State v. . Hill

Supreme Court of North Carolina
State v. . Hill, 18 S.E. 971 (N.C. 1894)
114 N.C. 780
Aveky

State v. . Hill

Opinion of the Court

Aveky, J.:

Secrecy is usually a part of the evidence of á felonious intent, but it is not an essential accompaniment so as to make it incumbent on the State to show an attempt to conceal the taking in every instance. State v. Powell, 103 N. C., 424; State v. Fisher, 70 N. C., 78. In the most favorable aspect of the testimony as to the manner of taking and carrying the meat out of the store, the question of the intent of the defendant was one for the jury, and whether he went out of the store carrying it in front of him or under his overcoat, it was proper for the Court below to leave the *783 jury to determine whether it was taken to the wagon at the request of Charles Godwin, and under the belief that God-win had bought it, or whether it was the purpose of the defendant to deprive the true owner of it and convert it to his own use.

If the Solicitor abused his privilege, as counsel for the State, in his comments in reference to the color of the defendant, it was not such an extreme case as to take it out of the general and well-established rule that the Court may either stop counsel at the time or caution the jury in its charge not to be influenced by the remarks complained of. Greenlee v. Greenlee, 93 N. C., 278 ; State v. Bryan, 89 N. C., 531; Kerchner v. McRae, 80 N. C., 219; State v. Weddington, 103 N. C., 364; Hudson v. Jordan, 108 N. C., 10. We must not be understood as holding that as a reply to what had been said by the defendant’s counsel the remarks of the Solicitor upon this subject were not within the line of fair and legitimate debate. There was No Error.

Reference

Full Case Name
State v. John Hill.
Cited By
4 cases
Status
Published
Syllabus
Larceny — Felonious Intent — Secrecy—Remarks of Counsel. 1. While secrecy is usually a part of the evidence of felonious intent it is not such an essential accompaniment of larceny as to require the State, in every instance, to prove an attempt to conceal the taking. 2. Where, in the trial of an indictment for larceny, there was conflicting evidence as to the manner in which the defendant took and carried from a store a piece of meat, it was proper in the Court to leave the question of felonious intent to the jury. 3. Where the Solicitor, in reply to a remai'k by the defendant’s counsel that the defendant was a respectable white man, said to the jury that he himself was a colored man, and that if defendant was a colored man the jury would convict him in five minutes on the evidence, the error (if any) in permitting such remark to the jury was cured by a caution by the Court, in its charge to the jury, not to be influenced by the remarks complained of.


■ ASSIGNMENT ■
Write out each entry word for word.

== Segment start ==

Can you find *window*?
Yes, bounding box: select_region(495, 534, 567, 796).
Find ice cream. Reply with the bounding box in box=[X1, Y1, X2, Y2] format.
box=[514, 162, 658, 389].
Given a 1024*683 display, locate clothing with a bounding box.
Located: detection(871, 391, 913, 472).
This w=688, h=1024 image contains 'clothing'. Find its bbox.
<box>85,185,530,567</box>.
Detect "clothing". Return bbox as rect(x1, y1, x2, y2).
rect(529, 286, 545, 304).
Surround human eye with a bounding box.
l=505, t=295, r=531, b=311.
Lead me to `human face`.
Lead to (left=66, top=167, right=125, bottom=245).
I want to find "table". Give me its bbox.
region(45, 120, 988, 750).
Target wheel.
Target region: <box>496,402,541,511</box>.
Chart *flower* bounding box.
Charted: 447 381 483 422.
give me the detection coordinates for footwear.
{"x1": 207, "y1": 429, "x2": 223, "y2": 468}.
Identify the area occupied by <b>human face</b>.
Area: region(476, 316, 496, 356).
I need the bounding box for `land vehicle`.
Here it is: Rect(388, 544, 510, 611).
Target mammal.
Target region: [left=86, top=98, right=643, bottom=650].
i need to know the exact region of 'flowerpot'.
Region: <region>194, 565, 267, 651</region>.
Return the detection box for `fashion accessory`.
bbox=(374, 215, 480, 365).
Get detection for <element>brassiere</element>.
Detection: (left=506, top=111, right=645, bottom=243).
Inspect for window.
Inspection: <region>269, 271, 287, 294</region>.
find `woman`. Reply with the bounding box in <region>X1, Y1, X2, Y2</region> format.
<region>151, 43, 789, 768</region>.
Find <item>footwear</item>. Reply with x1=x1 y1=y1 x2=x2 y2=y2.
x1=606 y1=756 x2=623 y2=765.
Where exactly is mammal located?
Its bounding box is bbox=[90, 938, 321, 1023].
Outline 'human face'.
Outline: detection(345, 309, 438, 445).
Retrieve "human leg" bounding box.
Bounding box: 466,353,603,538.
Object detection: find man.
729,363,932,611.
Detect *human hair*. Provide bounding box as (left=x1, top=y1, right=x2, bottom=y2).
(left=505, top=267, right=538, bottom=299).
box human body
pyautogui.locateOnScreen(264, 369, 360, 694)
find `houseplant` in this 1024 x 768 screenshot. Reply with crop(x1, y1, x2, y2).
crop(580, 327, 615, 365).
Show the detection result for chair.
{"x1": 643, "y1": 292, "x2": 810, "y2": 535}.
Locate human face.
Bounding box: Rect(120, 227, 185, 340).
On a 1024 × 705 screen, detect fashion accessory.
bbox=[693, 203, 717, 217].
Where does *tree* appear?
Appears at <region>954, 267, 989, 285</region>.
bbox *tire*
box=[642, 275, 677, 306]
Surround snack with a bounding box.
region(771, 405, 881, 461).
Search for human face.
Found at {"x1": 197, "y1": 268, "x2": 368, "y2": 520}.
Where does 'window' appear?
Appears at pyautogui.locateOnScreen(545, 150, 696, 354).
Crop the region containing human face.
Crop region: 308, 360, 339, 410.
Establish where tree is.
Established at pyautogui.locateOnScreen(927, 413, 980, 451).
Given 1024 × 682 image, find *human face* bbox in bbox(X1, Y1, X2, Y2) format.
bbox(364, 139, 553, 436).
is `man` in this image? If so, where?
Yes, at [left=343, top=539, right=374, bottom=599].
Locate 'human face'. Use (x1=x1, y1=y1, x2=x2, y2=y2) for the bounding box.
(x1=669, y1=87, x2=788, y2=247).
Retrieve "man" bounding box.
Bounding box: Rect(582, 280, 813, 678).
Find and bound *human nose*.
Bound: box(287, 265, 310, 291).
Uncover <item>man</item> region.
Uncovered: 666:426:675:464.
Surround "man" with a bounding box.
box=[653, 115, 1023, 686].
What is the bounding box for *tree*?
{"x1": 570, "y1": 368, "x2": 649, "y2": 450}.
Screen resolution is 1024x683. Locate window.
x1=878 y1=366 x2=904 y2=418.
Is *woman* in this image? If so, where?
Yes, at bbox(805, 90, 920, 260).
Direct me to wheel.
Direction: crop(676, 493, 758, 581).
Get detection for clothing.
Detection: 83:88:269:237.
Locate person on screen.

== Segment end ==

■ ANSWER FOR THE TASK ■
Can you find *window*?
Yes, bounding box: select_region(495, 534, 567, 796).
Find ice cream. Reply with the bounding box in box=[X1, Y1, X2, Y2] format.
box=[514, 162, 658, 389].
Given a 1024*683 display, locate clothing with a bounding box.
Located: detection(871, 391, 913, 472).
This w=688, h=1024 image contains 'clothing'. Find its bbox.
<box>85,185,530,567</box>.
Detect "clothing". Return bbox as rect(x1, y1, x2, y2).
rect(529, 286, 545, 304).
Surround human eye with a bounding box.
l=505, t=295, r=531, b=311.
Lead me to `human face`.
Lead to (left=66, top=167, right=125, bottom=245).
I want to find "table". Give me its bbox.
region(45, 120, 988, 750).
Target wheel.
Target region: <box>496,402,541,511</box>.
Chart *flower* bounding box.
Charted: 447 381 483 422.
give me the detection coordinates for footwear.
{"x1": 207, "y1": 429, "x2": 223, "y2": 468}.
Identify the area occupied by <b>human face</b>.
Area: region(476, 316, 496, 356).
I need the bounding box for `land vehicle`.
Here it is: Rect(388, 544, 510, 611).
Target mammal.
Target region: [left=86, top=98, right=643, bottom=650].
i need to know the exact region of 'flowerpot'.
Region: <region>194, 565, 267, 651</region>.
Return the detection box for `fashion accessory`.
bbox=(374, 215, 480, 365).
Get detection for <element>brassiere</element>.
Detection: (left=506, top=111, right=645, bottom=243).
Inspect for window.
Inspection: <region>269, 271, 287, 294</region>.
find `woman`. Reply with the bounding box in <region>X1, Y1, X2, Y2</region> format.
<region>151, 43, 789, 768</region>.
Find <item>footwear</item>. Reply with x1=x1 y1=y1 x2=x2 y2=y2.
x1=606 y1=756 x2=623 y2=765.
Where exactly is mammal located?
Its bounding box is bbox=[90, 938, 321, 1023].
Outline 'human face'.
Outline: detection(345, 309, 438, 445).
Retrieve "human leg" bounding box.
Bounding box: 466,353,603,538.
Object detection: find man.
729,363,932,611.
Detect *human hair*. Provide bounding box as (left=x1, top=y1, right=x2, bottom=y2).
(left=505, top=267, right=538, bottom=299).
box human body
pyautogui.locateOnScreen(264, 369, 360, 694)
find `houseplant` in this 1024 x 768 screenshot. Reply with crop(x1, y1, x2, y2).
crop(580, 327, 615, 365).
Show the detection result for chair.
{"x1": 643, "y1": 292, "x2": 810, "y2": 535}.
Locate human face.
Bounding box: Rect(120, 227, 185, 340).
On a 1024 × 705 screen, detect fashion accessory.
bbox=[693, 203, 717, 217].
Where does *tree* appear?
Appears at <region>954, 267, 989, 285</region>.
bbox *tire*
box=[642, 275, 677, 306]
Surround snack with a bounding box.
region(771, 405, 881, 461).
Search for human face.
Found at {"x1": 197, "y1": 268, "x2": 368, "y2": 520}.
Where does 'window' appear?
Appears at pyautogui.locateOnScreen(545, 150, 696, 354).
Crop the region containing human face.
Crop region: 308, 360, 339, 410.
Establish where tree is.
Established at pyautogui.locateOnScreen(927, 413, 980, 451).
Given 1024 × 682 image, find *human face* bbox in bbox(X1, Y1, X2, Y2) format.
bbox(364, 139, 553, 436).
is `man` in this image? If so, where?
Yes, at [left=343, top=539, right=374, bottom=599].
Locate 'human face'. Use (x1=x1, y1=y1, x2=x2, y2=y2) for the bounding box.
(x1=669, y1=87, x2=788, y2=247).
Retrieve "man" bounding box.
Bounding box: Rect(582, 280, 813, 678).
Find and bound *human nose*.
Bound: box(287, 265, 310, 291).
Uncover <item>man</item> region.
Uncovered: 666:426:675:464.
Surround "man" with a bounding box.
box=[653, 115, 1023, 686].
What is the bounding box for *tree*?
{"x1": 570, "y1": 368, "x2": 649, "y2": 450}.
Screen resolution is 1024x683. Locate window.
x1=878 y1=366 x2=904 y2=418.
Is *woman* in this image? If so, where?
Yes, at bbox(805, 90, 920, 260).
Direct me to wheel.
Direction: crop(676, 493, 758, 581).
Get detection for clothing.
Detection: 83:88:269:237.
Locate person on screen.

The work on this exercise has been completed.